Another amazing thing to the child me was corn starch. I'd pour a whole box into a bowl and then add just enough water to it to make it solid enough to play with it and make imaginary shapes that would melt back into the bowl. It was grand fun to a child who lived in poverty and did not have many of the normal toys that most kids had. I made my own.

Then I grew up.

I put away the yarn and the corn starch and all my other toys and tried acting like an adult. I got married, I held down a full time job (rather unsuccessfully at times) and I tried to live in the real world. And I was a miserable failure at it. I was desperately unhappy but I didn't realize it at the time. No offense to my ex-wife who is still a dear friend of mine. No offense to the families who exist like this day in and day out. It just didn't work for me. I would watch couples we interacted with who had two kids, two cars, a nice house and it frightened me down to the core of my being. 

Is this all there is??? I would ask myself this over and over again as the years passed. After thirteen years my wife we finally called it quits. As friends we parted ways and she went on to lead her life with someone much more responsible than I was. 

And I left the world I had known. Literally! I sold off almost everything I had. Ended any business that needed my attention. And I tossed the few things I had left into my car and I started to drive. And I didn't stop for almost ten years. I would stay for a time with friends on the East Coast then I would drive all the way to the West Coast and stay there for a short time, then do it all over again. I crossed every state in the continental U.S.A. I visited every small town and major metropolis. I slept in Death Valley when it was 120 degrees even in the middle of the night. I camped at 10,000 feet in the Sierra Nevada mountains in the middle of the winter. I drove five hundred miles to a Bayou in Northern Louisiana to watch a meteor shower as far from the city lights as I could get. 

And somewhere along the way I found a lot of the parts of me I had lost throughout the years. 

When I finally settled in New Orleans and set my traveling aside, I attempted to find the rest of me. I finished writing a book I'd been working on for years. I became a professional photographer. And I fell in love with a city that was as bizarre and antiquated as I was.

But it was not until I became an artist that I found the final part of me that was still missing. That childlike wonder of the world. 

Writing gave me part of it. Photography another part. But it wasn't until I began using the imagination I'd lost when I became an adult that I really found myself again. I didn't even realize I'd found it again until years after I became a full time artist. One day I looked around my studio at all these fantastical sculptures and paintings and realized I'd found myself totally again. I was home. Surrounded by these things that came wholly from my imagination. I was back in that small room playing with corn starch again. And it was exactly where I was meant to be.

To all who say to you that art is a waste of time. Tell them to look around and realize that everything around them is the product of someones creativity. Why we should fear allowing our minds to soar, is beyond me. But we are taught from a very early age that we should shun our imagination. We need to live in the real world and function within it. But its all illusion. This solid world we live in is built from those fantasies. And without them we are all just black and white beings going through the motions of life without really living life. 

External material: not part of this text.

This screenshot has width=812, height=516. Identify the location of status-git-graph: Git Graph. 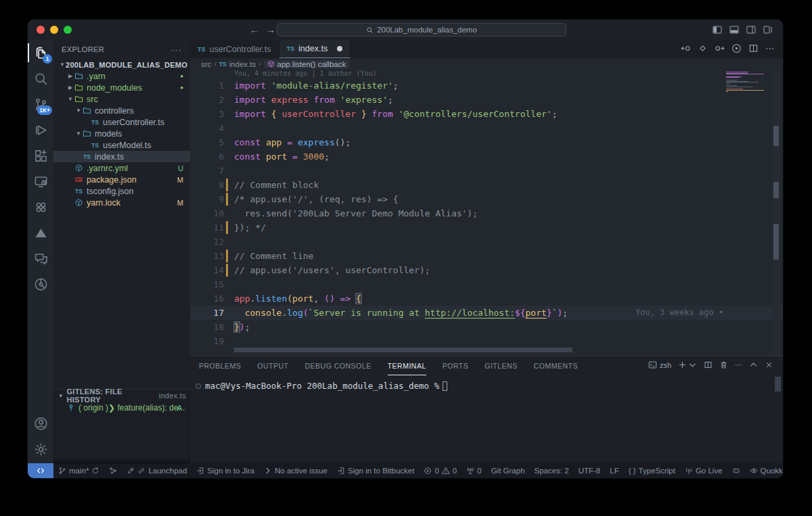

I've lived that way and I was miserable. How many others are miserable for the same reasons? 

Artists have a chance to be both adult and child.  Our art may become dark and offer messages to the world that they may not like or it may be light and filled with rainbows. But it is a simple fact that we would not create that art unless we freed our minds and started to see the world in a different way.

We should never fear that child. It makes us who we are.  


1 comment:

  1. Beautifully said. I finally realized around 35 that living my life to others expectations was making me miserable. My life is weird to so many, but works beautifully for me. Embracing your inner child opens a whole new world of play.